A domain-level representation of DNA specifies the length of each DNA molecule and a set of domain complementarity rules. This representation may also specify the nucleotide identities or ambiguity codes at specific locations. Piperine then calls methods in the peppercompiler package to perform sequence symmetry minimization on the domain-level representation. Sequence symmetry minimization ensures adherence to complementarity constraints while minimizing the prevalence of undesirable sequence motifs, spurious complementarity between domains, and sequence features within DNA molecules that may support incorrect secondary structure.

After generating a set of sequences defining a set of molecules and complexes, Piperine then calculates a set heuristic quality scores. When multiple sets are generated, Piperine performs a variety of score and score-rank comparisons. These list of comparisons includes: rank sum, worst rank, fractional excess, percent badness, and more. Fractional excess and percent badness both transform a column of raw heuristic scores into values that are in proportion to the best score in that column. The fractional excess of a sequence set under a given heuristic function is the difference between its score and the best score normalized to the best score. Percent badness is calculated by a linear transformation of the raw scores such that the transformed values fall between 0 and 100, corresponding to the best and worst scores observed.
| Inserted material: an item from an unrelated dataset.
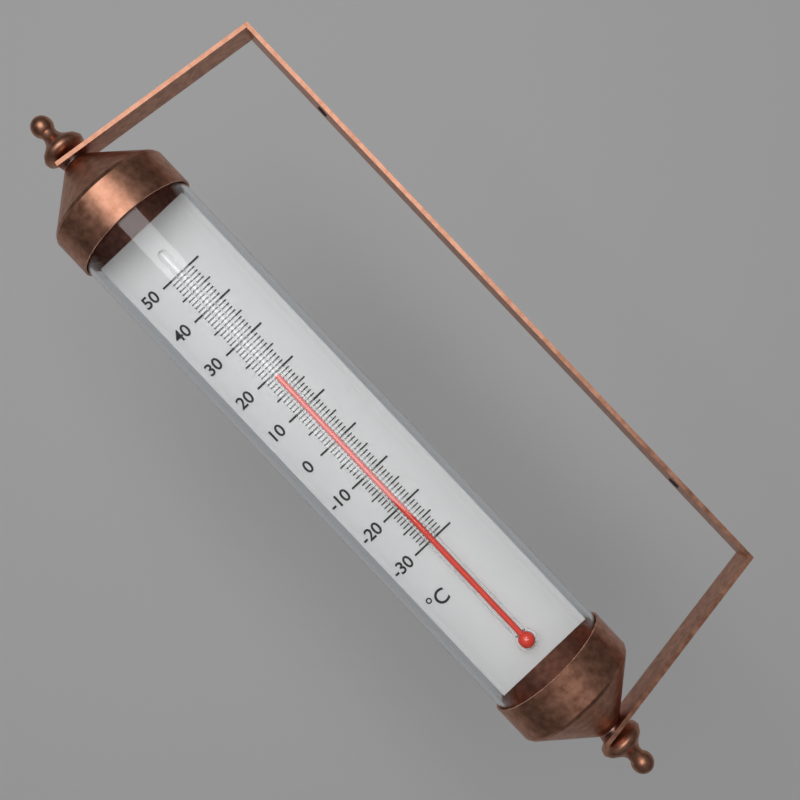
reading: 19 °C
We do not have a model that relates heuristic scores to specific changes in strand displacement behavior, nor one to assign relative weight the heuristics, so we instead consider a large variety of comparisons and trust that the optimal sequence set will be overrepresented in the comparisons. Therefore, we perform additional "metarank" analyses, additional rank order measures of the order statistics of the heuristic functions. The default behavior of Piperine is to select the candidate set with the lowest sum-of-metaranks as the best of the batch provided to the selector routine.

References

  1. Srinivas, N., Parkin, J., Seelig, G., Winfree, E. & Soloveichik, D. Enzyme-free nucleic acid dynamical systems. Science (80-. ). 358, (2017).